Even more than their music, Hart’s ranch became a symbol of the way the Dead could build their own remote community outside the normal confines of society. Whoever had found it first — either manager Rock Scully or road manager Jonathan Riester — Hart was now the overseer of the rambling thirty-two-acre property tucked away beyond a wooden entry gate nearly hidden by trees. Dubbed Hart’s Delight by some, it became the go-to place for the band, friends, roadies, and their increasingly expanding family unit to congregate, get high, and record music. With its large barn (soon filled with recording gear), horses, working water pump, and occasional displays of excitable-boy gunfire, the ranch felt like something straight out of the previous century — though with a few contemporary twists. Mike (nicknamed Josh) Belardo, an afternoon-drive DJ for KMPX in San Francisco, ventured onto the ranch one day to interview the band and had his mind blown even without hallucinogens. “Everybody’s walking around stoned, and the chicks are naked,” he recalls. “Topless women. Horses. It was unbelievable.” Hart had a beloved Arabian white horse named Snorter, a name that took on additional meaning when Snorter would be dosed now and then — “Oh, there were many times with something or another,” Hart admits. The horse didn’t seem all that affected while under the influence, even dodging a herd of trampling cows once during a ride.

Unlawful activity wasn’t always tolerated at Hart’s Delight. They’d already been burned by the law at least once, not to mention driven out of the Haight by a tidal wave of tourism, drugs, and increasing police scrutiny. When Hart learned that certain people living on the ranch were expert pickpockets, he scolded them. “They would come home with things, wallets and stuff,” he recalls, “and I’d say, ‘First, if you’re gonna live here, that’s not the right thing to do, and second, it will bring the heat on the Dead.’” After all their busts, “under the radar” was the operative phrase.

Among those living at the ranch were Rhonda, Sherry, and Vicki Jensen, three sisters who moved onto the ranch after their previous home had burned down. The sisters cleaned, swept floors, prepared breakfast for anyone who crashed there, and fed horses: “It made the music work,” says Vicki, “and that was the inspiration to do it.” The only irksome part of the job involved the women the road crew would bring to the ranch. The Jensen girls had to pick out which horses the girls would ride — and, just as important, find ways to keep the women busy once the roadies left for somewhere or someone else. “They’d just sit there and think that looking pretty was enough,” Vicki says with a laugh. “I used to tell them, ‘You need to join in and help out here!’”
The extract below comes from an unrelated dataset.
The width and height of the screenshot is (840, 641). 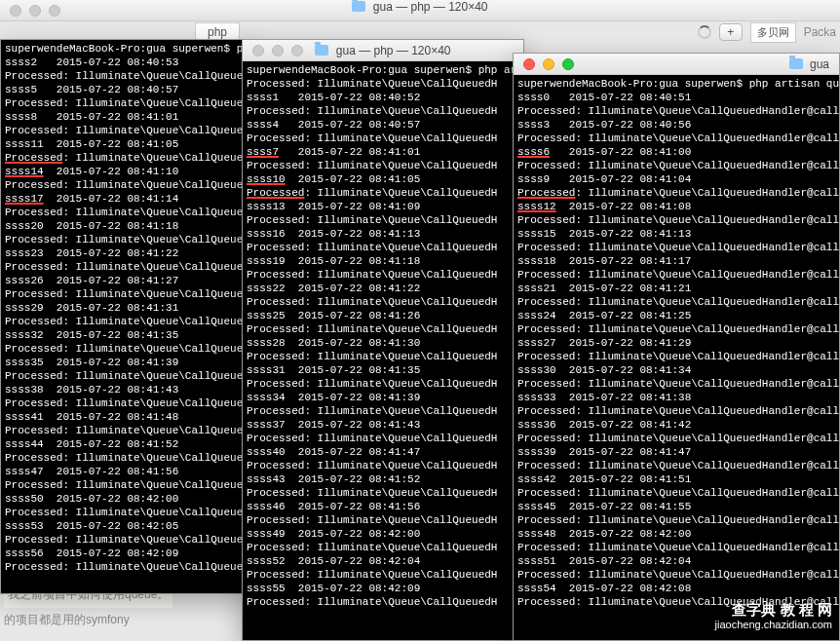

At Hart’s ranch the Dead and their extended family were able to live out their fantasies as cowboys and outliers who played by their own rules without worrying about societal norms. Even the local police were skittish about stopping by. The fantasy did have its learning curve, like the day Garcia went riding on a horse whose cinch hadn’t been tightened. As his girlfriend, Carolyn Adams, otherwise known as Mountain Girl, watched, Garcia fell off and broke a few ribs. “First and last time he was on a horse,” she recalls. “He didn’t like horses after that.” Sometimes even the fantasies had limits.

David Browne is a contributing editor at Rolling Stone and Men’s Journal, and he is the author of Fire and Rain: The Beatles, Simon & Garfunkel, James Taylor, CSNY, and the Lost Story of 1970. He has also written biographies of Sonic Youth and Jeff and Tim Buckley as well as the ebook Spirit of ’76: From Politics to Technology, the Year America Went Rock & Roll. He first wrote about the Grateful Dead for Rolling Stone in 1987 and has contributed numerous articles about the band to the magazine since. His work has also appeared in the New York Times, Entertainment Weekly, Spin, The New Republic, and other outlets. He lives in Manhattan.